Paul
Goble
Staunton, August 23 – In the wake of
the recent protests in the streets of Moscow, scholars both individually and
collectively have voiced support for the demonstrators and their program, while
university managers have warned students that those who take part in protests
will be punished by expulsion.
The two most prominent joint
declarations of the scholars have been the Letter of the Political
Scientists, a declaration signed by more than 70 prominent professors and
researchers (facebook.com/kirill.rogov.39/posts/3243180679032863)
and the Declaration of Scholars: Stop the Political Repressions! (https://trv-science.ru/2019/08/22/protiv-repressiy).

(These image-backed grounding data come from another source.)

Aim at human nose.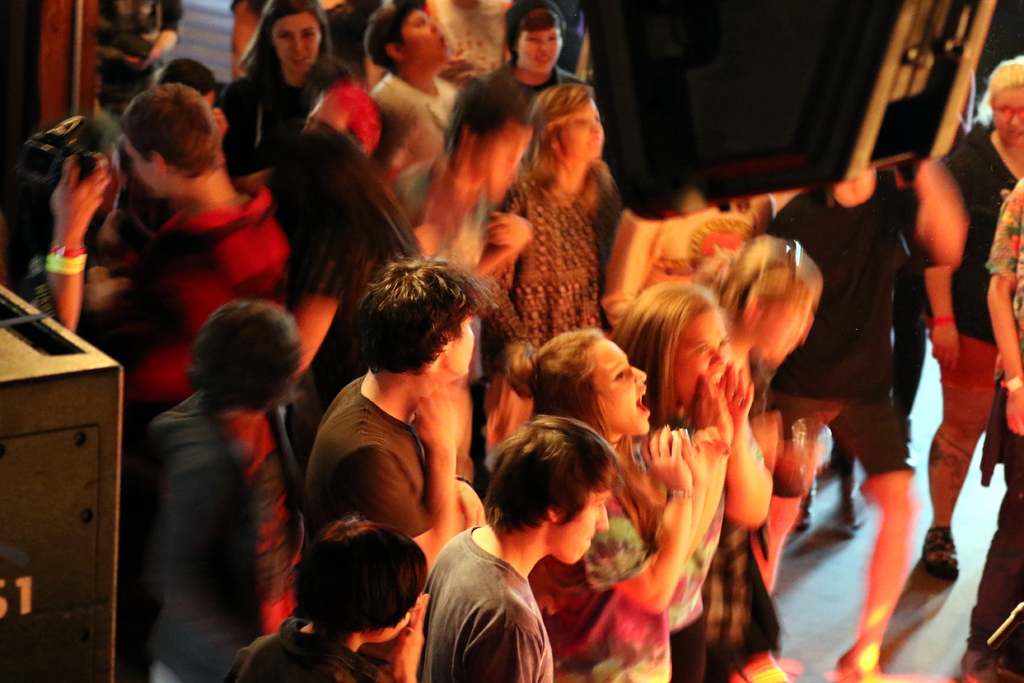
Aimed at [x1=588, y1=120, x2=605, y2=131].
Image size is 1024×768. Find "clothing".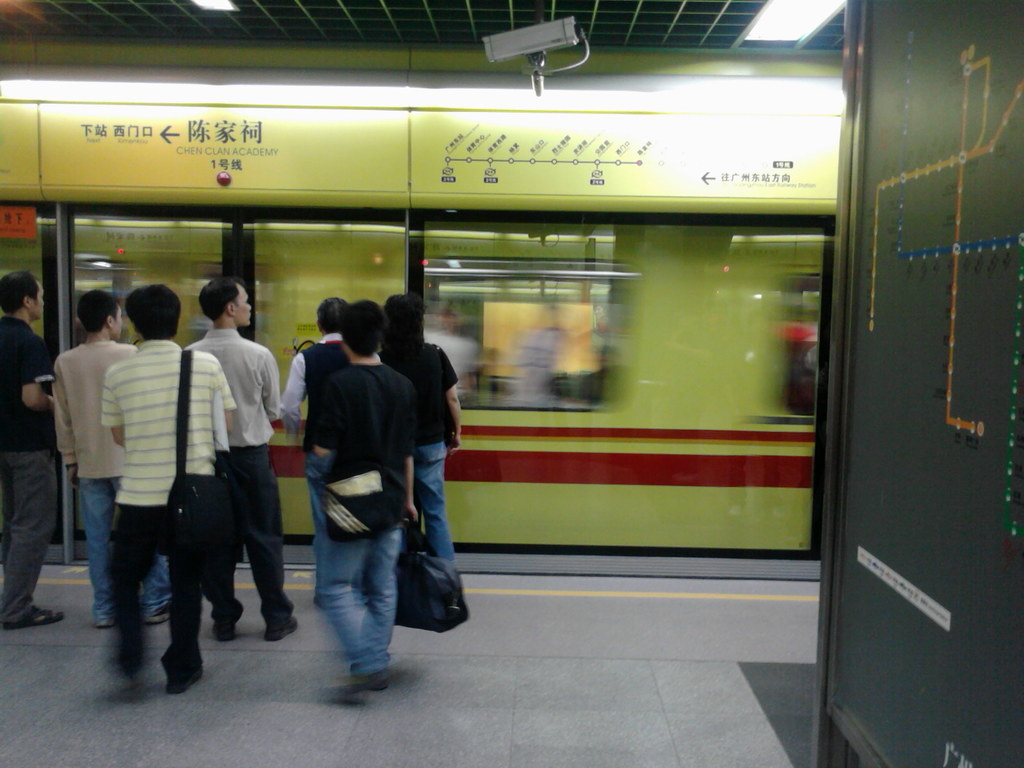
(x1=307, y1=358, x2=424, y2=684).
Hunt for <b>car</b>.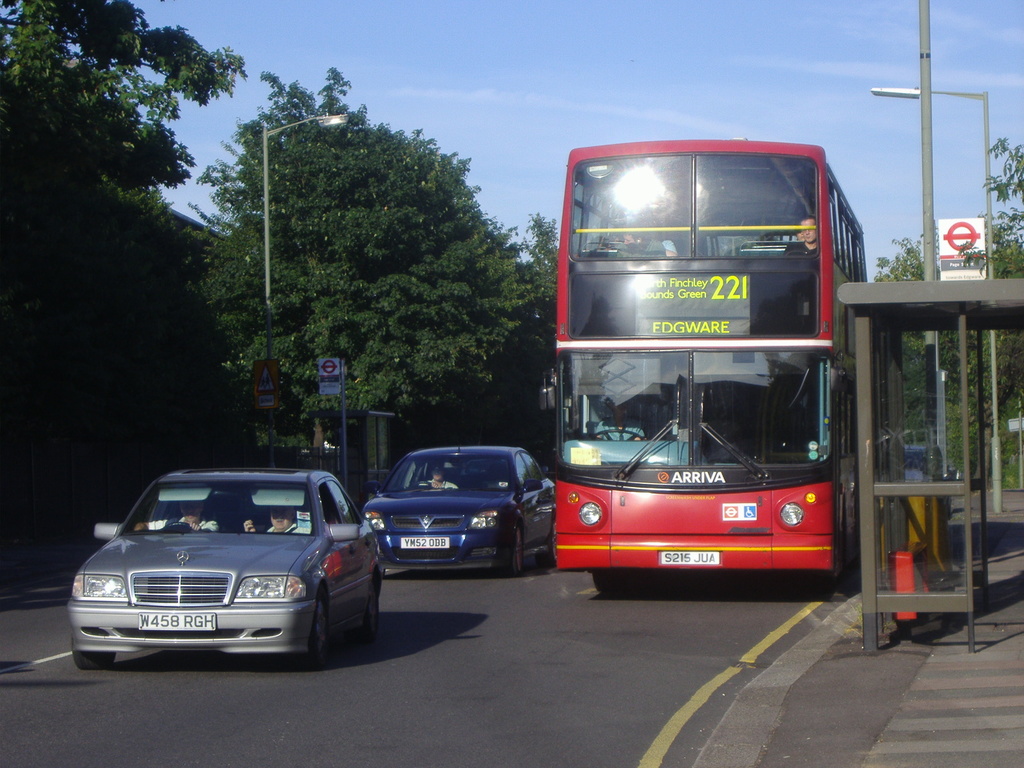
Hunted down at box(70, 457, 382, 667).
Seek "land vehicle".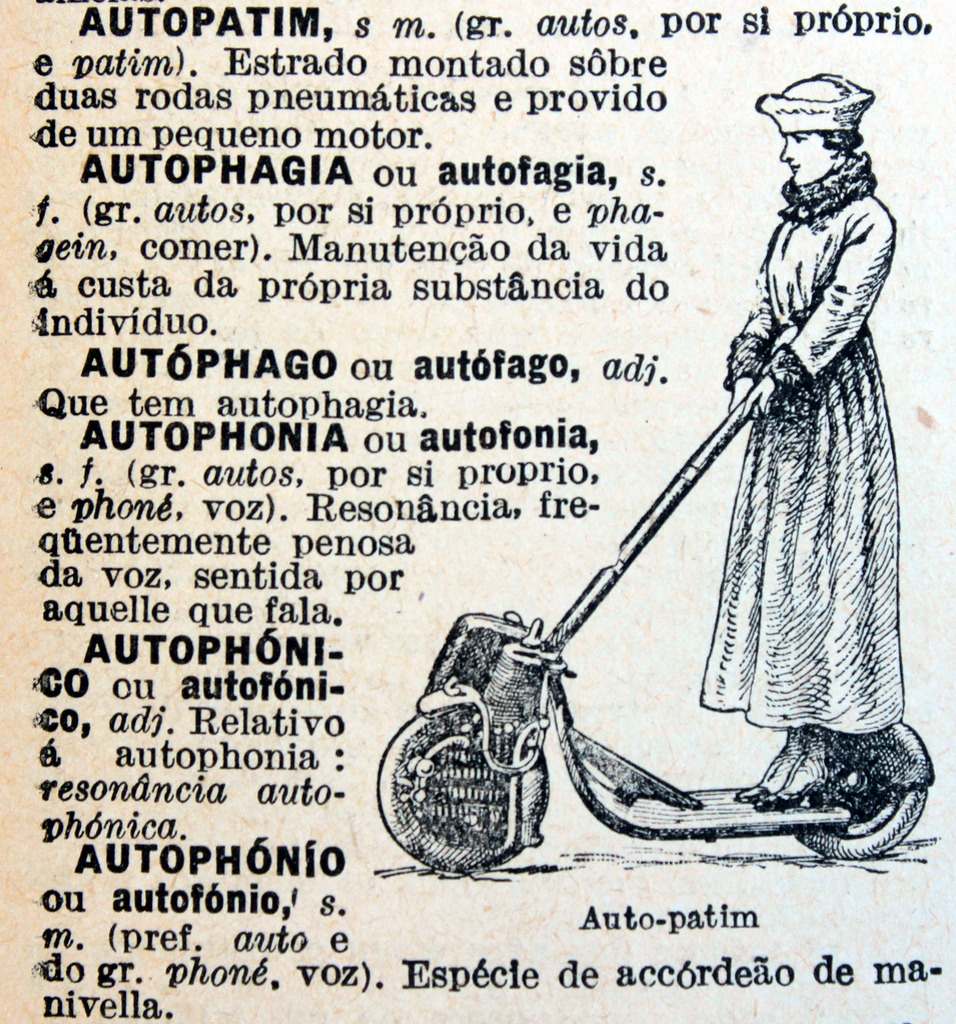
bbox(378, 245, 947, 868).
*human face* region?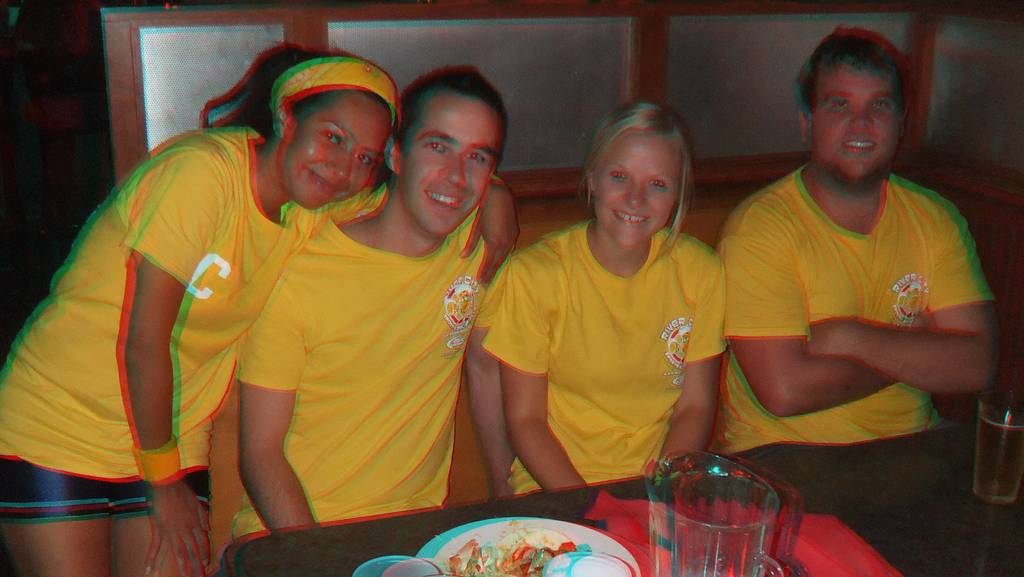
591, 129, 684, 266
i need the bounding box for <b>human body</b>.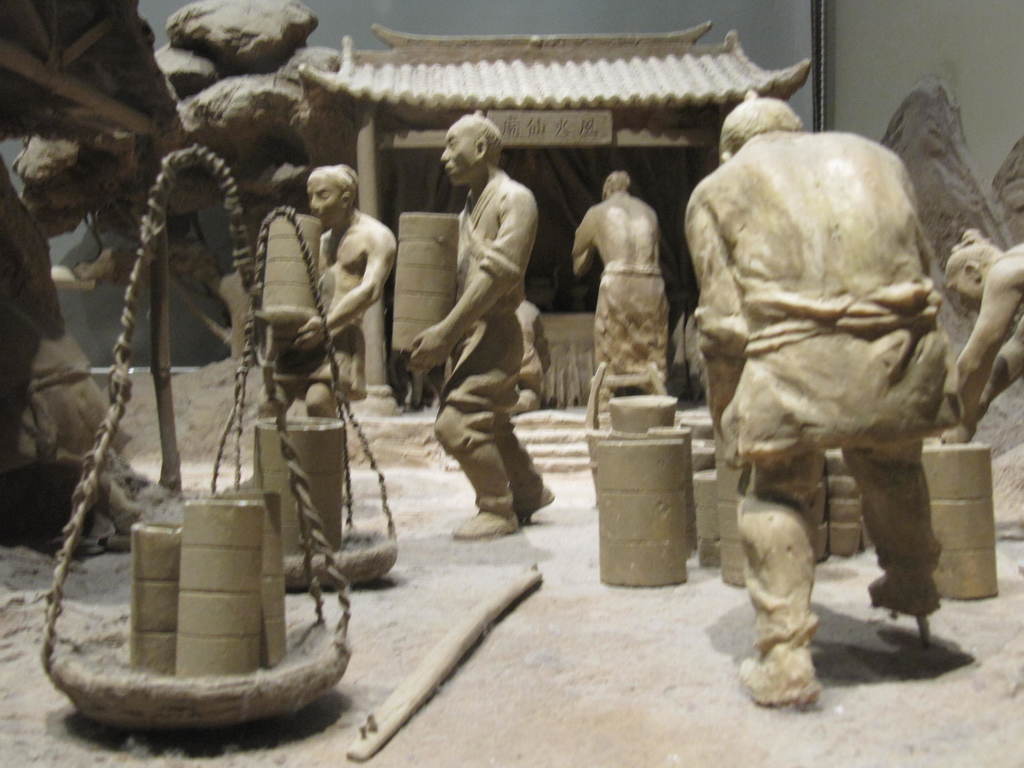
Here it is: 941:230:1023:437.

Both documents, Rosbalt commentator
Sergey Shelin notes, “condemn ‘the escalation of force by the state toward
peaceful citizens’ and in particular ‘the Msocowo case,’ where those arrested
are being threatened with long prison terms for ‘the organization of mass
disorders’” (rosbalt.ru/blogs/2019/08/23/1798763.html).
But those signing these declarations
and taking this position include “almost no one” from the university administration,
the commentator says. “This is understandable and even natural. All our higher educational
universities either belong to the state or entirely depend on its control and
supervisory institutions.”
The managers of universities are “nomenklatura
workers whose job is to subordinate themselves like soldiers to the powers that
be” rather than reflect or represent the views of the scholars they
supervise. That creates real tensions
between the two groups and undermines any possibility of the emergence of corporate
solidarity in the university community.
This debate is being fought over
what constitutes university “neutrality,” with each side defining that term in
ways that conform to its political views.
But until the Russian political system changes as a whole, Shelin
suggests, this will be largely a tempest in a teapot, with the professors
having the more attractive position but the managers having the last word.